Certainly the reason assigned in the brief of the leaseholder cannot be sustained. It is contended that it would impair the obligation of the contract made between lessor and lessee, but how can it have that effect, by paying the reversioner the value of his interest taken and correspondingly reducing the rent of the leaseholder, in addition to compensating him for his loss, any more than, if as much as, by requiring the leaseholder and his assigns to perpetually pay the same rent for one-fourth of the ground contracted for as he was required, by the contract, to pay for the whole. In order to do justice to both, the original contract made by the lease must be affected in some way. The reversioner can no longer have the security the lessor and lessee contracted he should have, the leaseholder can no longer have all the land the lease called for. They never agreed that the rent should be "concentrated," to use the expression of CHIEF JUSTICE GIBSON, upon the rear *642 fourth of the lot. But some change is the necessary result of the exercise of the power of eminent domain reserved in the State for itself, or those upon whom it is authorized to bestow it. Every owner of property holds its subject to that higher right. The individual must yield to the public good and all he can ask or demand is that he be duly and fully compensated for his loss. We are of the opinion therefore that in this case the rent can and should be apportioned.

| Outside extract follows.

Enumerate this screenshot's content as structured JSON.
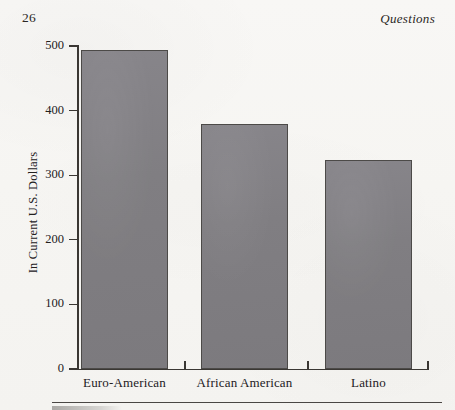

Under our system there is no reason why this cannot be done by the commission, jury, or whoever is authorized to award the damages, subject to the review of the Court, which can see that it is properly and fairly done. For, although the proceeding is not on the equity side of our Courts, when damages are to be awarded for property thus taken, regardless of the wishes of the owner, equitable principles can and should be applied. The effort should always be to place an owner of land in as favorable a position as he occupied before, so far as that can be done by the compensation to be awarded him. Our decisions show that although the jurisdiction conferred on our Courts in condemnation proceedings is special and limited, yet great latitude is given them to fully and properly dispose of all questions that are within that jurisdiction. The right to review and correct the award of damages and the assessment of benefits is expressly provided for by the statute now before us, and the Courts usually have such powers in this class of cases. There can therefore be no reason why they cannot apply equitable principles when the circumstances require it, in order to do full justice to the parties, as we are of the opinion they do in this case. It is not for us to determine whether amounts fixed by the Burnt District Commission are correct, but the method pursued by them was the proper one. We must therefore reverse the rulings of the Court below.

Rulings reversed and cause remanded for further proceedings inaccordance with this opinion, the Mayor and City Council ofBaltimore to pay the costs.